I made it to the gate for Camp Pendleton. The guard directed me to the visitor center, where I had a long conversation with the woman behind the counter. She said that bikers with bikes and helments were allowed to cross the base, but not pedestrians, a new rule. She said that I would need an in-person escort with base access to be allowed through the gate. I told her I had had a DoD SMART scholarship in graduate school and was waiting for a security clearance right now -- that didn't matter. Thinking about the spirit of doing a self-supported run though, I figured that base access is something that might not be available to every person trying to do the trail. So, it made sense not to try to use anything specific to myself or my friends (I did have one friend who had offered to help me through one of his contacts at the base) to gain access. The woman behind the counter was nice enough to Google whether highway running was allowed and couldn't find anything prohibiting it, she directed me to some restaurants nearby.
I backtracked to the Denny's and ate a big meal of hashbrowns, fruit, and toast, with lots of coffee, in anticipation of another 20+ mile segment on the highway. Finally ready to go I jogged over -- only to find a large "no pedestrians allowed" sign!

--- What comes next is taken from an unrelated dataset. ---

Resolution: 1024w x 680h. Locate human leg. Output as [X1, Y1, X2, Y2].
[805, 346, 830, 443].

With no other recourse, I decided calling an Uber/Lyft was my only option. I had run the idea of Uber/Lyft by a moderator on the FKT proboard site and they had said it would make sense if that was the only option, and if the car service was available to everyone. Within minutes my driver arrived and I directed him to take the first possible exit. The woman at the visitor center had told me where the base ended and I triple checked my maps to be sure I wouldn't miss any segments of the trail / would have the shortest possible car ride.

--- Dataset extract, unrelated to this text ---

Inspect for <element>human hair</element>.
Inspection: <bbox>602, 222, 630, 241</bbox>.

Things seemed to work out well, he dropped me off at San Onofre State Beach, where I made my way down to the Ocean. It was a 20 mile car ride.

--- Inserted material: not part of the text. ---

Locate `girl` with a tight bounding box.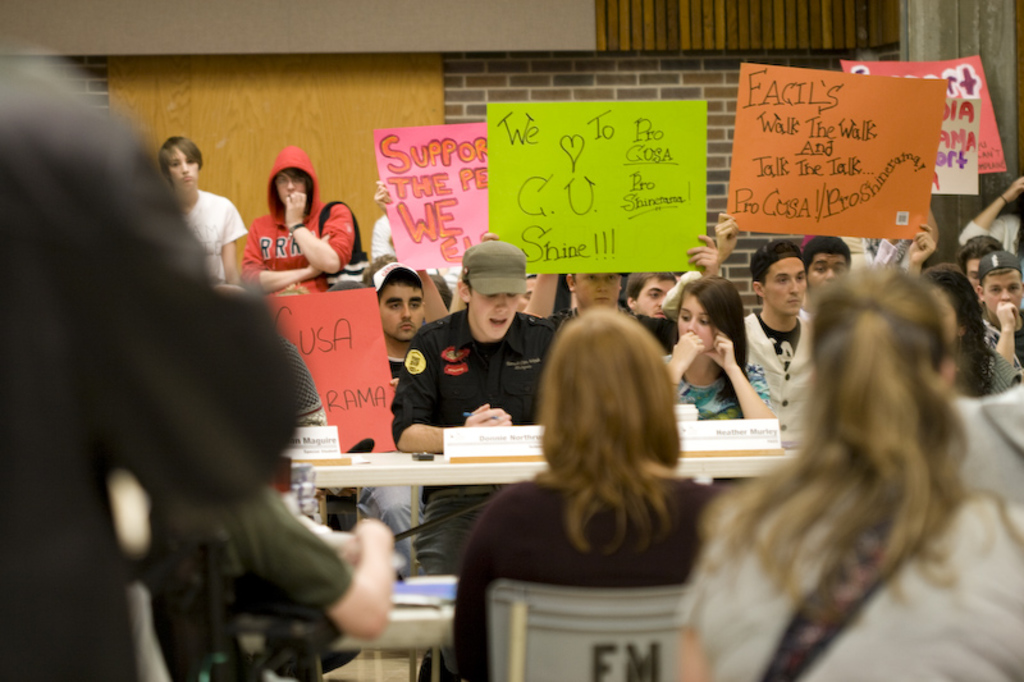
[160, 133, 247, 288].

I was relieved to be hiking along the calm beach again. There were hardly any people, unlike the beaches I had come through in San Diego that were filled with crowds day and night. I saw many shelters made with large branches along the beach, and a group of surfers, which made me feel somehow at home. The Camp Pendleton experience was jarring. I hiked a few miles down the beach, and opted to take a half mile detour into the town of San Clemente to stay at a hostel, where I had booked a room earlier, thinking I would run the twenty miles of highway. I had been tempted to cancel my reservation and put in more miles, but the sun was setting and I was ready to be around some free spirits. The hostel, House of Trestles, was filled with surf paraphernalia and graffiti artwork done by LA street artists-in-residence. It was a welcome haven complete with a washer and dryer where I happily washed my clothes.
I talked to one of the employees who was formerly a professional/sponsored surfer and shared a room with a German backpacker who planned to take surfing lessons at the beach nearby in the morning. The group had gone on a bar crawl the night before, missing it was bittersweet, it would have been fun to meet the interesting people associated with the hostel, but would also have taken time and likely left me with a hangover. Probably good I missed it. I thoroughly enjoyed all of the artwork though. It refreshed me and I thought about how doing my artist residency at the Vermont Studio Center two years ago after my series of six 100 mile races in eight weeks and subsequent injuries had similarly renewed me, and led to my comeback 17:24 100 mile race. Maybe a mental break from running, experiencing something in a completely different realm, like art, renews the body somehow too. I remember reading that the king of ultra running, Yiannis Kouros, had a number of hobbies outside running.